Ram Powertrain Types And Driver Matchups
The table below lines up Ram powertrain layouts with the drivers they tend to suit best.
| Powertrain Type | Best For | Main Tradeoff |
|---|---|---|
| Gas V6 Without Hybrid | Budget-minded buyers who want a simple truck for mixed use. | Lower torque than turbo or V8 options; fuel use higher than eTorque in city traffic. |
| Gas V8 Without Hybrid | Drivers who value sound and strong pull over modest fuel savings. | Thirstier in daily driving, especially with short trips and frequent idling. |
| V6 Or V8 With Etorque | Owners who spend time in traffic and want smoother stop-start and better city mpg. | Cannot drive on motor power alone; gains are steady but not dramatic. |
| Ram 1500 REV Range-Extended | Drivers who want electric feel with long combined range for towing and road trips. | More complex hardware and a new technology path still ramping up in the market. |
| Pure BEV Pickup From Another Brand | Owners with home charging and predictable routes who want near-silent operation. | Range drops sharply under heavy towing; trip planning depends heavily on public chargers. |
Should You Wait For A Full Hybrid Ram Pickup?
Ram’s current strategy leans hard on mild hybrids and range-extended electric layouts rather than classic full hybrid trucks. That reflects a bet that owners care more about torque, towing, and stress-free range than about rolling silently out of the driveway on motor power alone. Stellantis has also put extra attention on range-extended designs across its brands, from this Ram 1500 REV plan to plug-in range-extender setups on upcoming SUVs.
If you want a Ram truck today and like the idea of hybrid tech, the eTorque Ram 1500 gives you a proven mild hybrid setup with a normal driving feel. If you want to push deeper into electrification while keeping long-haul towing in play, the range-extended Ram 1500 REV is the one to watch as it reaches showrooms. Shoppers who absolutely need full hybrid behavior right now—extended low-speed electric running, large onboard power outlets, or specific fleet requirements—may still lean toward rivals like Ford and Toyota in the near term.
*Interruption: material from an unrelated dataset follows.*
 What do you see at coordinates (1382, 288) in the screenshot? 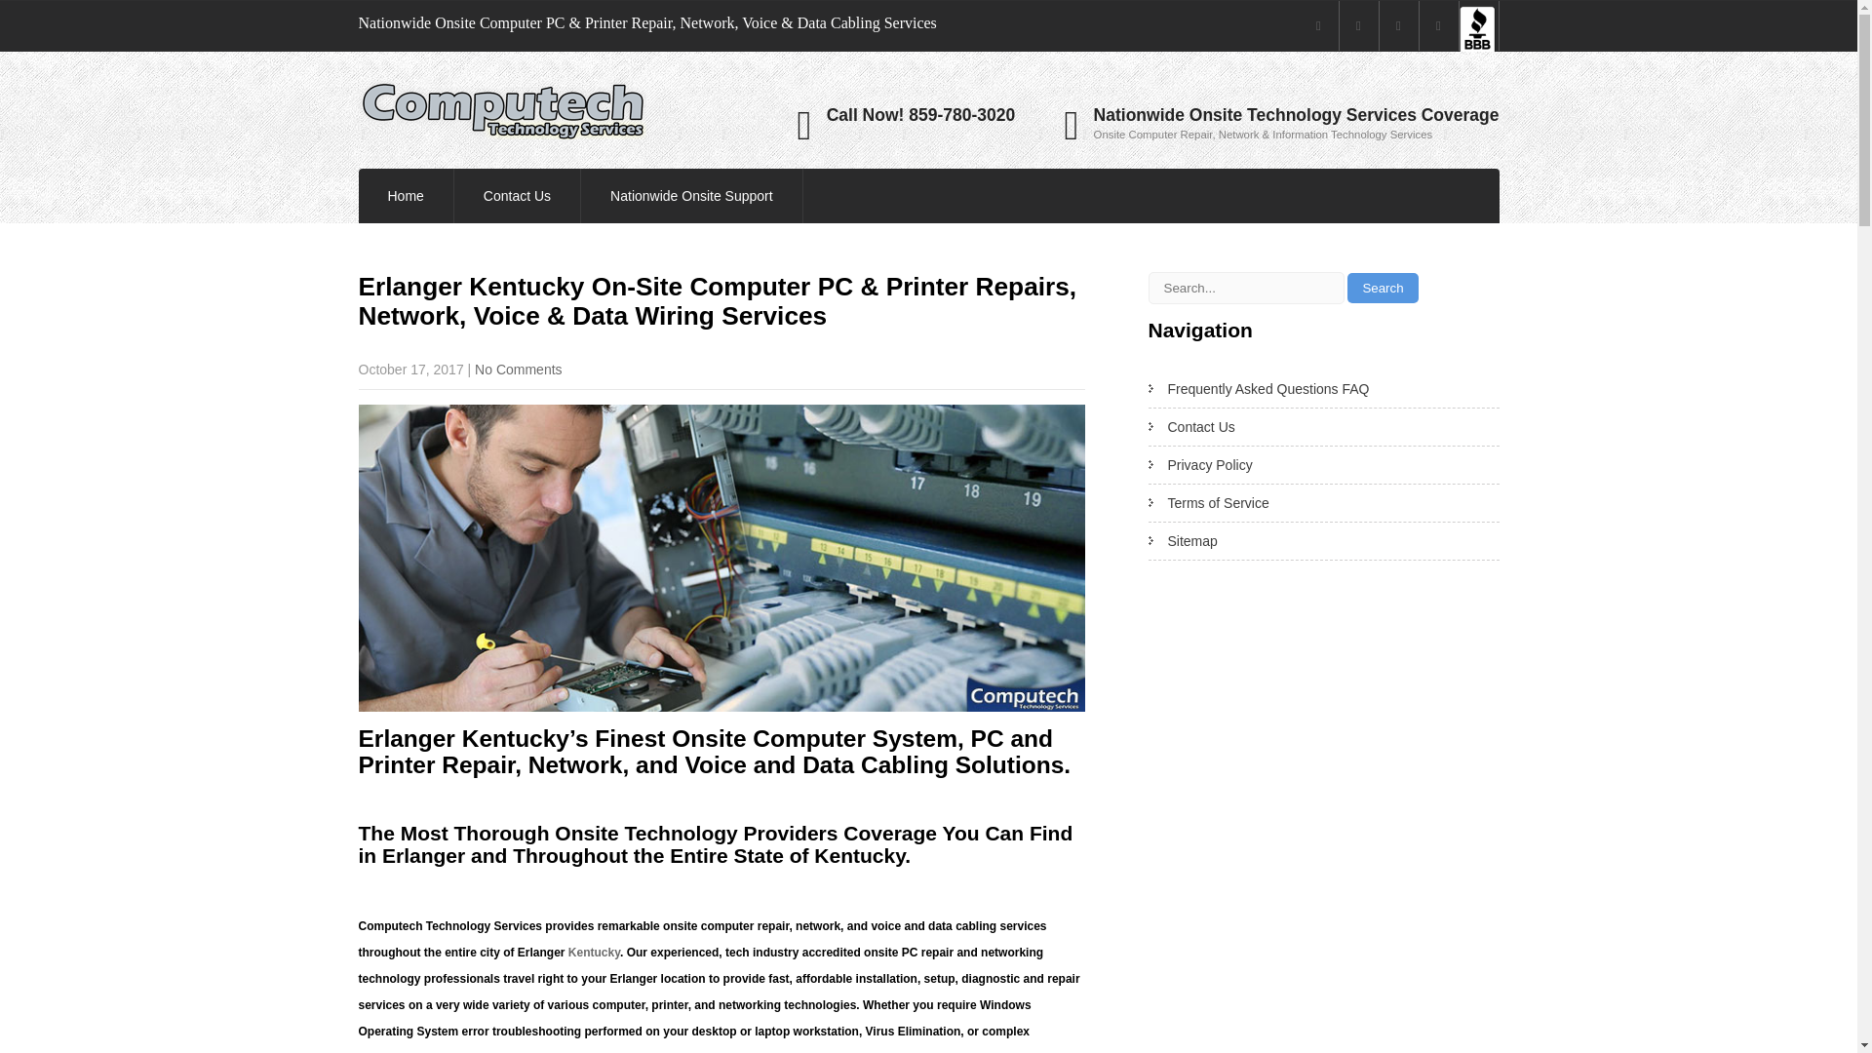
I see `Search` at bounding box center [1382, 288].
The upside is that Ram already builds hybrid pickup trucks in forms that suit a wide slice of real-world use. Mild hybrid eTorque trims cut fuel bills and polish daily driving without changing how you use the truck, while the range-extended Ram 1500 REV points toward an electric-leaning truck that still feels ready for long routes and heavy loads. Once you weigh how often you tow, how far you drive each week, and whether home charging is practical, it becomes much easier to decide which Ram setup fits your driveway best.
References & Sources
- Ram Trucks.“¿Qué Es eTorque Mild Hybrid?”Manufacturer description of the eTorque mild hybrid system used on Ram 1500 pickups.
- Stellantis Media.“Range-Extended Ram 1500 REV To Lead Brand’s Electrification Push.”Details on the range-extended Ram 1500 REV powertrain, range, and towing targets.
- U.S. Department Of Energy / U.S. EPA.“Gas Mileage Of 2025 Ram 1500.”Official fuel economy figures for Ram 1500 engines, including mild hybrid variants.
- Sliman’s Sales & Service.“What Is eTorque And What Does It Do?”Dealer-level explanation of how Ram’s eTorque hardware operates in daily driving.

Certification: BSc in Mechanical Engineering
Education: Mechanical engineer
Lives In: 539 W Commerce St, Dallas, TX 75208, USA
Md Amir is an auto mechanic student and writer with over half a decade of experience in the automotive field. He has worked with top automotive brands such as Lexus, Quantum, and also owns two automotive blogs autocarneed.com and taxiwiz.com.